KEEP Featured in EducationNews Colorado

Trips show inner-city kids new ways, worlds

by Erika Gonzalez

Kepner Middle School Students with their teacher Carrie A. Olsen at The White House in Washington, D.C.

Carrie Olson can size them up pretty quickly. The teachers who will last just a few weeks. Those who will struggle for years, frustrated by why their well-crafted lesson plans aren’t making a difference.

Olson, a teacher at Denver’s Kepner Middle School, was once one of them.

She remembers walking into her first urban classroom more than two decades ago, astonished that none of her impoverished students had a library card. Why not take advantage of a free service located just three blocks away, she thought.

Today, she says, many of her colleagues seem just as puzzled about how students come to school sporting trendy tennis shoes, yet don’t have enough money for pencils.

The problem, Olson learned, is that many educators teaching in poor, urban schools don’t understand what’s important to the population they’re serving. In other words, Olson’s Midwestern, middle-class upbringing wasn’t the best training ground for learning how to teach inner city kids living in poverty.

“I was perplexed by the mismatch,” says Olson. “I had these amazing kids, but they weren’t learning in my classroom. I cried every day.”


*Task to complete*: Determine how many lines in the entries below hold "swatch". Respond with that number only.

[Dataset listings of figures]
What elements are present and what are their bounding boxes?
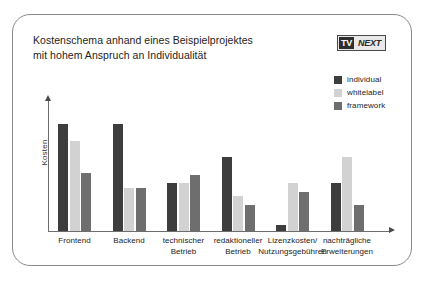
bar-lizenzkostennutzungsgebhren-framework bbox=[299, 192, 309, 231]
legend-label: whitelabel bbox=[347, 88, 384, 97]
bar-nachtrglicheerweiterungen-framework bbox=[354, 205, 364, 231]
plot-area bbox=[48, 100, 396, 232]
bar-lizenzkostennutzungsgebhren-whitelabel bbox=[288, 183, 298, 231]
bar-frontend-individual bbox=[58, 124, 68, 231]
chart-screenshot: Kostenschema anhand eines Beispielprojek… bbox=[0, 0, 432, 290]
chart-title-line-2: mit hohem Anspruch an Individualität bbox=[33, 48, 283, 63]
chart-title: Kostenschema anhand eines Beispielprojek… bbox=[33, 33, 283, 63]
bar-redaktionellerbetrieb-framework bbox=[245, 205, 255, 231]
bar-lizenzkostennutzungsgebhren-individual bbox=[276, 225, 286, 232]
legend-item-whitelabel[interactable]: whitelabel bbox=[334, 87, 385, 98]
x-axis-label-line: Erweiterungen bbox=[307, 247, 387, 258]
x-axis-label-line: nachträgliche bbox=[307, 236, 387, 247]
bar-nachtrglicheerweiterungen-individual bbox=[331, 183, 341, 231]
bar-technischerbetrieb-whitelabel bbox=[179, 183, 189, 231]
bar-frontend-whitelabel bbox=[70, 141, 80, 231]
logo-tv-mark: TV bbox=[339, 37, 354, 49]
x-axis-label-6: nachträglicheErweiterungen bbox=[307, 236, 387, 257]
bar-technischerbetrieb-individual bbox=[167, 183, 177, 231]
bar-backend-framework bbox=[136, 188, 146, 231]
logo-next-word: NEXT bbox=[354, 37, 384, 49]
bar-technischerbetrieb-framework bbox=[190, 175, 200, 231]
bar-backend-individual bbox=[113, 124, 123, 231]
bar-redaktionellerbetrieb-whitelabel bbox=[233, 196, 243, 231]
tv-next-logo: TV NEXT bbox=[337, 35, 386, 51]
bar-nachtrglicheerweiterungen-whitelabel bbox=[342, 157, 352, 231]
legend-item-individual[interactable]: individual bbox=[334, 74, 385, 85]
chart-title-line-1: Kostenschema anhand eines Beispielprojek… bbox=[33, 33, 283, 48]
x-axis-category-labels: FrontendBackendtechnischerBetriebredakti… bbox=[48, 236, 396, 266]
legend-label: individual bbox=[347, 75, 381, 84]
bar-backend-whitelabel bbox=[124, 188, 134, 231]
bar-frontend-framework bbox=[81, 173, 91, 232]
bar-redaktionellerbetrieb-individual bbox=[222, 157, 232, 231]
legend-swatch-icon bbox=[334, 76, 342, 84]
legend-swatch-icon bbox=[334, 89, 342, 97]
bars-layer bbox=[48, 100, 396, 232]
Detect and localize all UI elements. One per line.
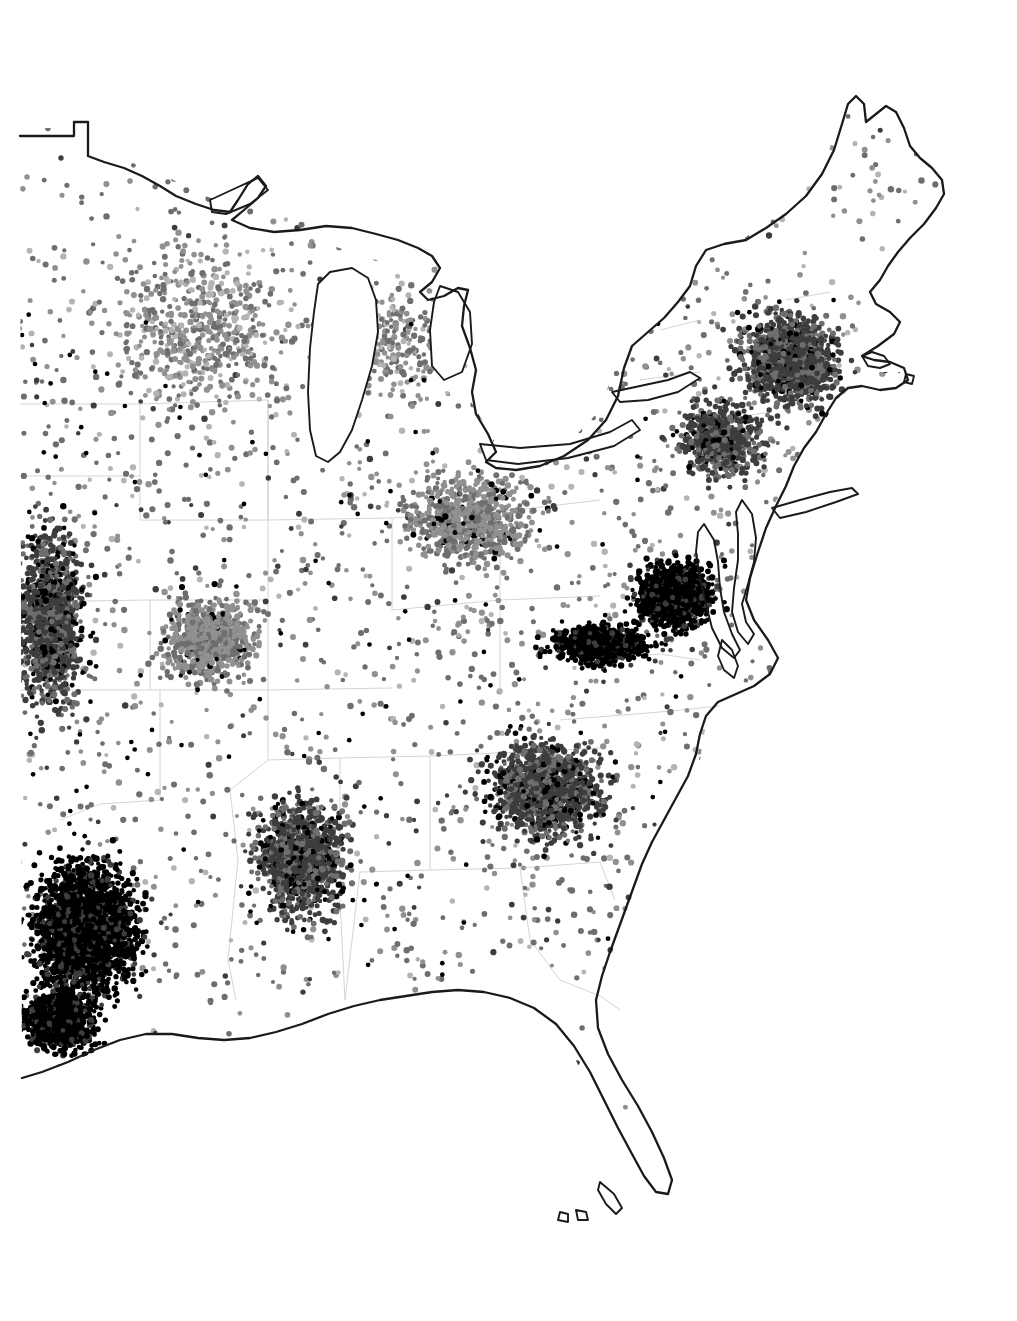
coastline-outline bbox=[20, 96, 944, 1222]
dot-density-layer bbox=[13, 108, 958, 1110]
map-canvas bbox=[0, 0, 1017, 1321]
great-lakes bbox=[210, 178, 700, 464]
map-page bbox=[0, 0, 1017, 1321]
dot-density-map-figure bbox=[0, 0, 1017, 1321]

*Task response*: 2